Replacing the truth with lies, as conservatives have avidly done with the history of the Viet Nam war, inevitably dooms the United States to repeat previous mistakes. That these mistakes are graven on the bodies of Iraqi civilians, sacrificed in our national stampede to forget the lessons of the Viet Nam war, is shameful. Training the soldiers of this generation as if the crimes of the Viet Nam war never took place is simply unforgivable. Whether these young combatants realize it or not, the damage they are doing to Iraqis today will haunt many of them, and should haunt all of them, for the rest of their lives.

We should not be surprised that so many of our soldiers are able to dehumanize the enemy to the degree necessary to commit mass murder. After all, we Americans have a great deal of practice in dehumanizing our neighbors. American racism was at the heart of American war crimes in Viet Nam, and it is still at the center of American war crimes today. Prejudice against people with dark skins is easily transferred from African Americans to Iraqis, as the ubiquitous epithet "sand nigger" demonstrates. "Towel-head" and "rag-head" resonate uncomfortably with "dink" and "gook," and remind us that our righteousness in war depends on dehumanizing our enemies.

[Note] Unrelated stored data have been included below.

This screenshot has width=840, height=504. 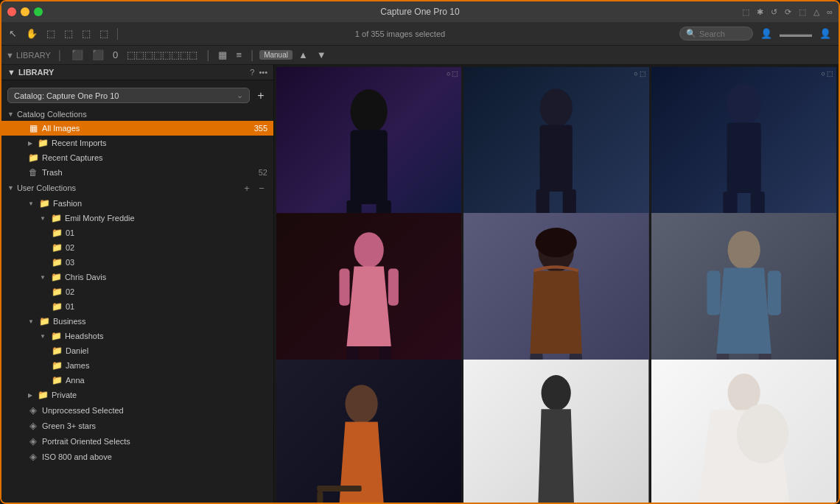 I want to click on catalog-dropdown: Catalog: Capture One Pro 10 ⌄, so click(x=128, y=96).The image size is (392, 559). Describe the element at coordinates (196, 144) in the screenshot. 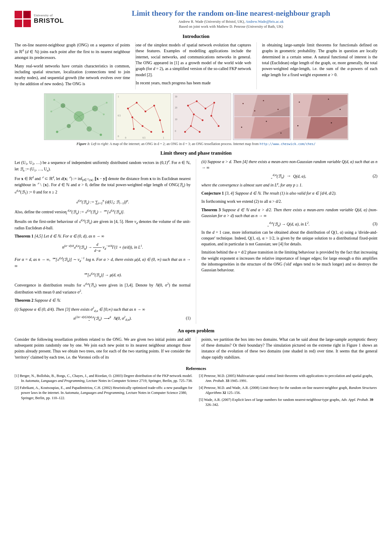

I see `figure-caption: Figure 1: Left to right: A map of the in…` at that location. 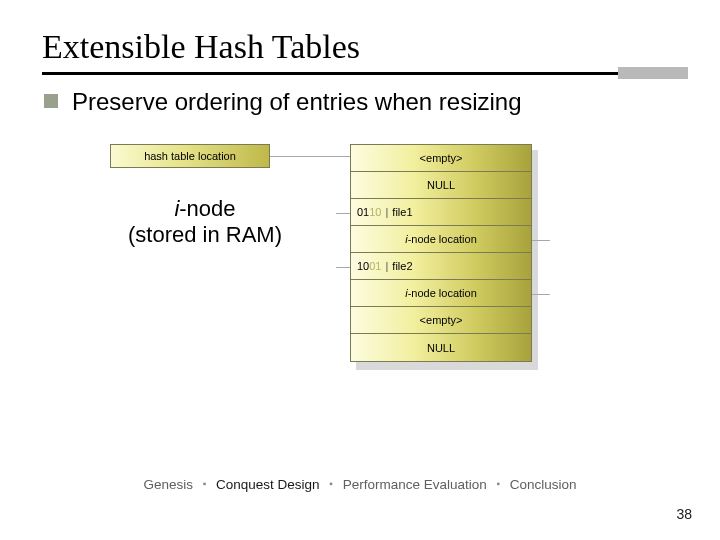 What do you see at coordinates (168, 484) in the screenshot?
I see `footer-genesis: Genesis` at bounding box center [168, 484]. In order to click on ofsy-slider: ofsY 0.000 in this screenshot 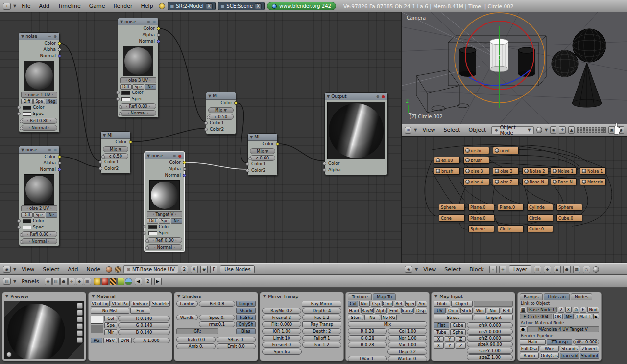, I will do `click(490, 332)`.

Many of our troops are African American themselves, and we can expect the same sort of cognitive dissonance in them that we saw during the Viet Nam War era, when black troops realized that their own situation back in the States resembled that of the Vietnamese they'd been sent to "liberate" from self-rule. The black slogan of the Viet Nam war might well metamorphose into "No Iraqi Ever Called Me Nigger." Contemporary African American soldiers have fewer resources than their Viet Nam war era predecessors, since there is no mass-based black liberation movement in American to educate them and give them perspective on their situation, but there is every reason to expect that, sooner or later, the irony of their situation will become too painful to bear--as it did for black soldiers fighting in Viet Nam--and we will see a rise of protest and resistance in the military (which will likely be treated as black resistance has traditionally been treated in U.S. civilian society--by incarceration and increased racism).

None of this paints a pretty picture, but I am past thinking that anything this political regime does can be described as pretty.